Cynthia Saltzman discussed the lack of remedies for German museums who had their collections raided by the Nazis in her book, Portrait of Dr. Gachet: The Story of a van Gogh Masterpiece (Viking, 1998). For example, the Nazis forcibly took "Dr. Gachet from a city museum in Frankfurt and years later, when the portrait reappeared at The Metropolitan Museum of Art in New York City, Frankfurt officials found out that they had no legal claim to recover their painting (the book was reviewed in The New York Times here and includes specific details about the painting's journey).

April 21, 2014

Monday, April 21, 2014 - , No comments

CNN's Amanpour interviews Schama about Neue Galerie's exhibit on the "Degenerate Art" in Nazi Germany in 1937; WSJ's Lance Esplund Reviews

Here's a seven minute video on CNN with Christiane Amanpour interviewing historian Simon Schama  (professor at Columbia University) about the exhibit "Degenerate Art: The Attack on Modern Art in Nazi Germany, 1937" at the Neue Galerie now on display through June 30 in New York City.
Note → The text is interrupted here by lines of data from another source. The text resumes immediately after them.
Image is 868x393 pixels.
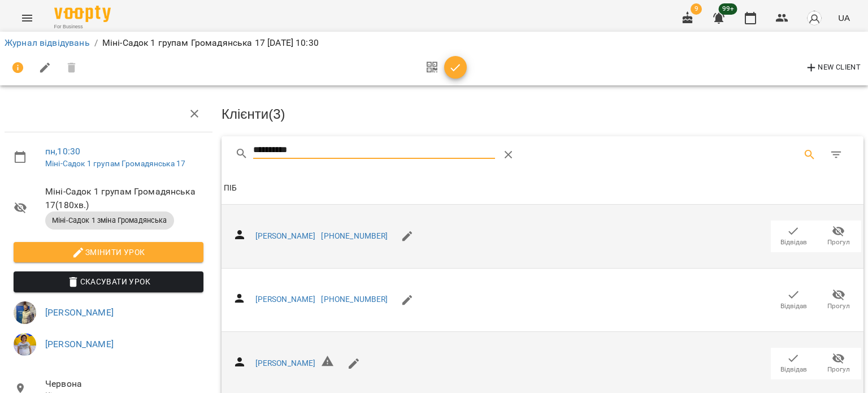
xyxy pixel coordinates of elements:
span: Прогул [827,365,850,375]
a: [PERSON_NAME] [256,295,316,304]
span: Відвідав [780,238,807,247]
li: / [95,36,98,50]
button: Відвідав [771,284,816,316]
span: 9 [691,4,702,15]
button: Відвідав [771,221,816,252]
a: Журнал відвідувань [5,37,90,48]
h6: Невірний формат телефону ${ phone } [321,355,334,373]
a: [PERSON_NAME] [45,307,113,318]
button: Прогул [816,284,861,316]
div: ПІБ [224,182,237,195]
a: Міні-Садок 1 групам Громадянська 17 [45,159,185,168]
input: Search [253,141,495,159]
span: Прогул [827,302,850,311]
img: 269e8361f8b385b661069a01276f9891.jpg [14,302,36,324]
span: Червона [45,377,203,391]
button: New Client [802,59,863,77]
a: [PERSON_NAME] [256,359,316,368]
button: Фільтр [823,141,850,169]
span: Прогул [827,238,850,247]
a: [PERSON_NAME] [45,339,113,349]
span: Скасувати Урок [22,275,195,288]
img: Voopty Logo [54,6,110,22]
span: New Client [805,61,861,75]
button: Відвідав [771,348,816,379]
button: Прогул [816,221,861,252]
img: avatar_s.png [806,10,822,26]
a: [PHONE_NUMBER] [321,231,388,241]
span: 99+ [719,4,738,15]
span: Міні-Садок 1 групам Громадянська 17 ( 180 хв. ) [45,185,203,212]
nav: breadcrumb [5,36,863,50]
span: Змінити урок [22,245,195,259]
p: Міні-Садок 1 групам Громадянська 17 [DATE] 10:30 [102,36,319,50]
span: For Business [54,23,110,31]
span: UA [838,12,850,24]
a: [PERSON_NAME] [256,231,316,241]
button: Змінити урок [14,242,203,262]
a: [PHONE_NUMBER] [321,295,388,304]
span: Відвідав [780,302,807,311]
span: ПІБ [224,182,861,195]
div: Table Toolbar [222,136,863,172]
button: Прогул [816,348,861,379]
button: Скасувати Урок [14,272,203,292]
h3: Клієнти ( 3 ) [222,107,863,122]
button: UA [833,8,854,28]
button: Menu [14,5,41,32]
span: Відвідав [780,365,807,375]
img: 61427d73a8797fc46e03834be2b99227.jpg [14,333,36,356]
button: Search [796,141,823,169]
a: пн , 10:30 [45,146,81,156]
span: Міні-Садок 1 зміна Громадянська [45,215,174,226]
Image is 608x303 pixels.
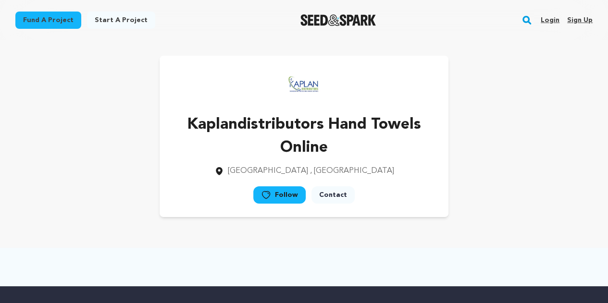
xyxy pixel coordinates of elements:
img: https://seedandspark-static.s3.us-east-2.amazonaws.com/images/User/001/862/324/medium/Kaplan%20Di... [285,65,324,104]
a: Seed&Spark Homepage [301,14,376,26]
p: Kaplandistributors Hand Towels Online [175,113,433,160]
a: Fund a project [15,12,81,29]
span: [GEOGRAPHIC_DATA] [228,167,308,175]
a: Start a project [87,12,155,29]
a: Login [541,13,560,28]
img: Seed&Spark Logo Dark Mode [301,14,376,26]
a: Follow [253,187,306,204]
a: Sign up [567,13,593,28]
span: , [GEOGRAPHIC_DATA] [310,167,394,175]
a: Contact [312,187,355,204]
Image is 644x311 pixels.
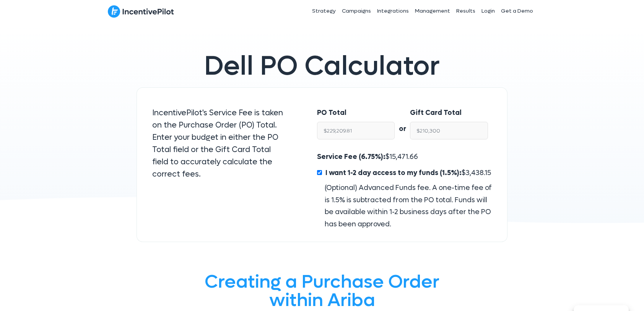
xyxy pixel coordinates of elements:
span: Service Fee (6.75%): [317,152,385,161]
div: or [395,107,410,135]
a: Campaigns [339,1,374,21]
label: Gift Card Total [410,107,462,119]
div: (Optional) Advanced Funds fee. A one-time fee of is 1.5% is subtracted from the PO total. Funds w... [317,182,492,230]
a: Results [453,1,478,21]
a: Strategy [309,1,339,21]
span: I want 1-2 day access to my funds (1.5%): [325,168,462,177]
span: 3,438.15 [465,168,491,177]
img: IncentivePilot [108,5,174,18]
p: IncentivePilot's Service Fee is taken on the Purchase Order (PO) Total. Enter your budget in eith... [152,107,286,180]
span: 15,471.66 [389,152,418,161]
span: Dell PO Calculator [204,49,440,84]
a: Get a Demo [498,1,536,21]
a: Management [412,1,453,21]
input: I want 1-2 day access to my funds (1.5%):$3,438.15 [317,170,322,175]
a: Login [478,1,498,21]
label: PO Total [317,107,347,119]
a: Integrations [374,1,412,21]
span: $ [324,168,491,177]
nav: Header Menu [256,1,536,21]
div: $ [317,151,492,230]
Schama explains that "modern art was a response to that city" and proposes that what Hitler hated "was the literal deforming of art by modernist traits."

Here on the gallery's website, the exhibit is identified as:
the first major U.S. museum exhibition devoted to the infamous display of modern art by the Nazis since the 1991 presentation at the Los Angeles County Museum of Art....Highlights of the show include a number of works shown in Munich in the summer of 1937, such as Max Beckmann's Cattle in a Barn (1933); George Grosz's Portrait of Max Hermann-Neisse (1925); Erich Heckel's Barbershop (1913); Ernst Ludwig Kirchner's Winter Landscape in Moonlight (1919), The Brücke-Artists (1926/27); Paul Klee's The Angler (1921), The Twittering Machine (1922), and Ghost Chamber with the Tall Door (1925); Oskar Kokoschka's The Duchess of Montesquiou-Fezensac (1910); Ewald Mataré's Lurking Cat (1928); Karel Niestrath's Hungry Girl (1925); Emil Nolde's Still-Life with Wooden Figure (1911), Red-Haired Girl (1919), and Milk Cows (1913); Christian Rohlf's The Towers of Soest (ca. 1916) and Acrobats (ca. 1916); Karl Schmidt-Rottluff's Pharisees (1912); and Lasar Segall's The Eternal Wanderers (1919), among others.
Lance Esplund of The Wall Street Journal calls the show "informative and affecting" ("A War of Aesthetics—and Life and Death", March 19, 2014). The Neue Gallerie lists other reviews and highlights here.